So you want to create a massively multiplayer strategy game. How do you go about designing something that will keep players coming back.
In a MMORPG, players are building up their characters. And those character die but they come back. In an MMORTS like this where city creation and its customization are what the player is worried about, then losing a city becomes a serious problem.
Therefore, the first challenge is to narrow down what exactly the player will become attached to and make sure that that attachment is not imperiled (at least not in the premium version of the game). Players will need to have tangible things to care about for the persistent world to draw players back month after month.
In the MMORPG, the character is the only thing the player really cares about. Gameplay is to make the character more powerful by acquiring new skills and items which directly impact future gameplay.

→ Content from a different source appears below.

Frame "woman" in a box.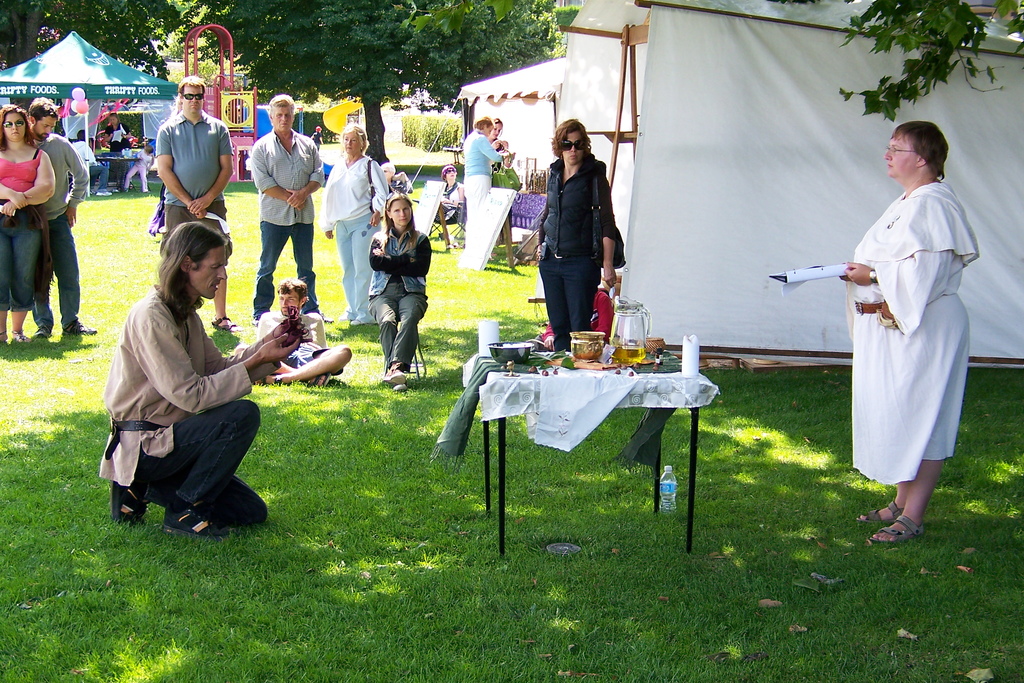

You don't want players just battling it out forever. There has to be something specific for them to care about. So what do you make them care about? A ficticious ruler? Their lands? Their people? Whatever it is, it can't be too abstract. There's nothing abstract about your Paladin in World of Wacraft getting an epic dual handed hammer of doom.
Many role playing games are already well suited for a massively multiplayer setting. Diablo practically was an MMO. But you can't just take Warcraft or Rise of Nations or whatever your favorite RTS is and make it much bigger with people fighting it out all the time. There have to be opportunities for players to savor what they're building up. And that means deciding precisely what the player is building up in that persistent world.